Soma (carisoprodol) is largely cleared from your body within 11 to 12 hours after your last dose, but its active metabolite, meprobamate, lingers much longer and can be detected in urine for up to four days. The exact timeline depends on the type of test and several individual factors.
How Quickly Soma Takes Effect and Wears Off
After a single oral dose, Soma reaches its peak concentration in about two hours. The drug itself has a short half-life of roughly 2 hours, meaning half the active ingredient is eliminated every two hours. Within about five half-lives (10 to 12 hours), most of the parent drug is gone from your bloodstream.
But that’s only part of the story. Your liver breaks Soma down into meprobamate, a compound that has its own sedative properties and a much longer half-life of about 10 hours. This means meprobamate takes roughly 50 hours, or just over two days, to fully clear. Drug tests typically screen for both carisoprodol and meprobamate, so the metabolite is what extends your detection window well beyond the point where you stop feeling the drug’s effects.
Detection Times by Test Type
Different specimens capture different windows of drug use:
- Urine: 1 to 4 days after the last dose. This is the most common testing method, and the range depends on factors like how long you’ve been taking the medication and your metabolism.
- Blood: Roughly 24 hours for carisoprodol itself, though meprobamate may remain detectable somewhat longer. Blood tests are less common and typically used in clinical or forensic settings.
- Hair: Up to 90 days. Hair follicle tests can detect both carisoprodol and meprobamate, making this the longest detection window by far. Hair testing is uncommon for routine screening but is sometimes used in legal or workplace contexts.
Standard workplace drug panels (the typical 5- or 10-panel tests) do not screen for carisoprodol. It usually only shows up on expanded panels or tests specifically ordered to detect muscle relaxants. If you have a valid prescription, a positive result is generally confirmed through a review process.
Why the Timeline Varies Between People
The 1-to-4-day urine window is a range, not a fixed number, because several factors speed up or slow down how your body processes the drug.

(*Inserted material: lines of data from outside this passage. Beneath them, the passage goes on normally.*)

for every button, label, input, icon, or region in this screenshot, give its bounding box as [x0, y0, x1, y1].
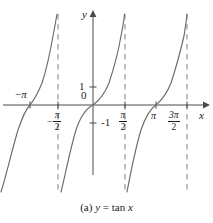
- fraction-denominator: 2: [170, 123, 177, 133]
- fraction-numerator: 3π: [168, 111, 180, 121]
- fraction-numerator: π: [54, 111, 61, 121]
- tangent-branch-left: [1, 14, 57, 192]
- minus-sign: −: [47, 116, 53, 127]
- plot-canvas: [0, 0, 213, 223]
- xtick-label-neg-pi: −plainπ: [15, 89, 27, 100]
- figure-caption: (a) y = tan x: [0, 201, 213, 213]
- xtick-label-pi: π: [151, 111, 156, 121]
- tangent-curve: [1, 14, 187, 192]
- x-axis-arrowhead: [203, 102, 210, 109]
- y-axis-arrowhead: [90, 10, 97, 17]
- fraction-numerator: π: [120, 111, 127, 121]
- xtick-label-pi-over-2: π 2: [119, 111, 127, 133]
- caption-part-y: y: [95, 201, 100, 213]
- tangent-function-figure: y x 1 -1 0 −plainπ − π 2 π 2 π 3π 2 (a) …: [0, 0, 213, 223]
- fraction-denominator: 2: [120, 123, 127, 133]
- caption-part-label: (a): [80, 201, 92, 213]
- ytick-label-neg-one: -1: [101, 117, 110, 128]
- caption-part-function: tan: [112, 201, 125, 213]
- fraction-denominator: 2: [54, 123, 61, 133]
- xtick-label-3pi-over-2: 3π 2: [168, 111, 180, 133]
- caption-part-variable: x: [128, 201, 133, 213]
- xtick-label-neg-pi-over-2: − π 2: [47, 111, 61, 133]
- caption-part-equals: =: [103, 201, 109, 213]
- asymptote-lines: [58, 14, 187, 191]
- tangent-branch-right: [127, 14, 187, 192]
- x-axis-label: x: [199, 110, 204, 121]
- origin-label: 0: [81, 90, 87, 101]
- y-axis-label: y: [82, 9, 87, 20]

Liver function is the biggest variable. Soma is metabolized in the liver by a specific enzyme called CYP2C19. Some people are genetically “poor metabolizers,” meaning this enzyme works more slowly. In those individuals, carisoprodol stays at higher levels longer, and the conversion to meprobamate is delayed. People with liver disease or reduced liver function can also expect the drug and its metabolite to accumulate and take longer to clear.

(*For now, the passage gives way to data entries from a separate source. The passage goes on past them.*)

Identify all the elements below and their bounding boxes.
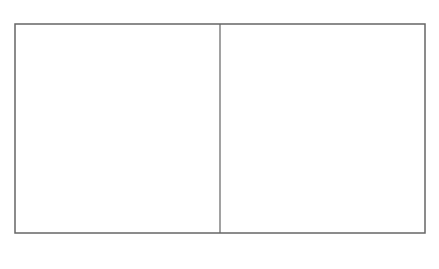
lattice-diagram bbox=[0, 0, 439, 269]
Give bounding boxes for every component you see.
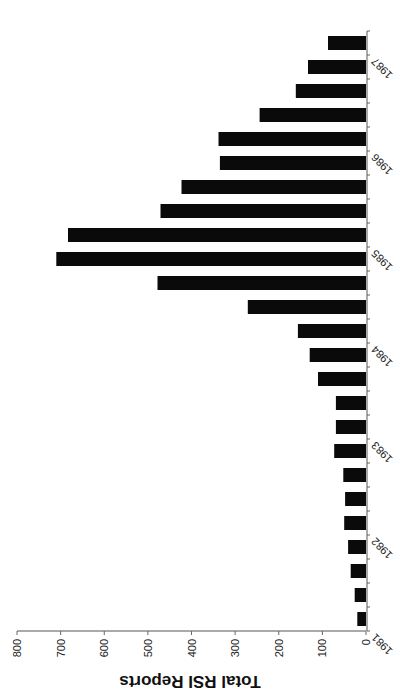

Kidney function matters too, since both carisoprodol and meprobamate are excreted through the kidneys. Reduced kidney function can slow elimination and push detection times toward the longer end of the range.

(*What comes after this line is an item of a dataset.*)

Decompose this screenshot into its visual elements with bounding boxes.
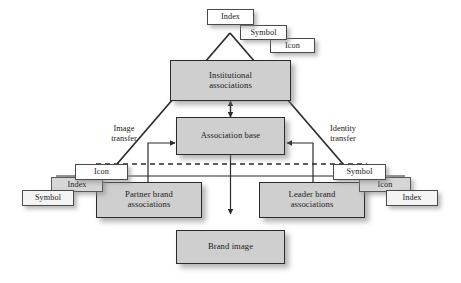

Age plays a role, though the exact impact hasn’t been formally studied for Soma. Older adults generally have slower liver and kidney function, which means clearance times tend to be longer in people over 65.
Duration and dosage of use also affect the timeline. If you’ve taken Soma regularly over weeks or months, meprobamate can build up in your tissues. A single dose clears faster than a steady-state level accumulated from daily use. Higher doses naturally take longer to eliminate as well.
Meprobamate Is the Key Factor
Most people focus on the parent drug when asking how long Soma stays in their system, but meprobamate is the compound that actually determines your detection window. With a half-life nearly five times longer than carisoprodol’s, meprobamate is often still present in urine samples days after the last dose, even when carisoprodol itself is undetectable.
Meprobamate is also pharmacologically active. It was once prescribed on its own as an anti-anxiety medication. This means you can still feel residual sedation or impairment from the metabolite after the muscle-relaxant effects of the parent drug have faded. If you’re concerned about being clear for a drug test or about driving safely, the two-day minimum clearance window for meprobamate is a more practical benchmark than the 11-to-12-hour clearance for carisoprodol alone.
What This Means in Practice
For most healthy adults taking a standard dose, Soma and its metabolite will be undetectable in urine within three to four days. If you have normal liver and kidney function, took only one or two doses, and are well hydrated, clearance may happen closer to the one-day mark. Chronic use, higher doses, or compromised organ function push the timeline closer to four days or potentially beyond.
Hair testing is the exception. Because traces of the drug become embedded in the hair shaft as it grows, a single use can theoretically be detected for up to 90 days. However, hair tests are rarely used for carisoprodol screening outside of specialized forensic or legal situations.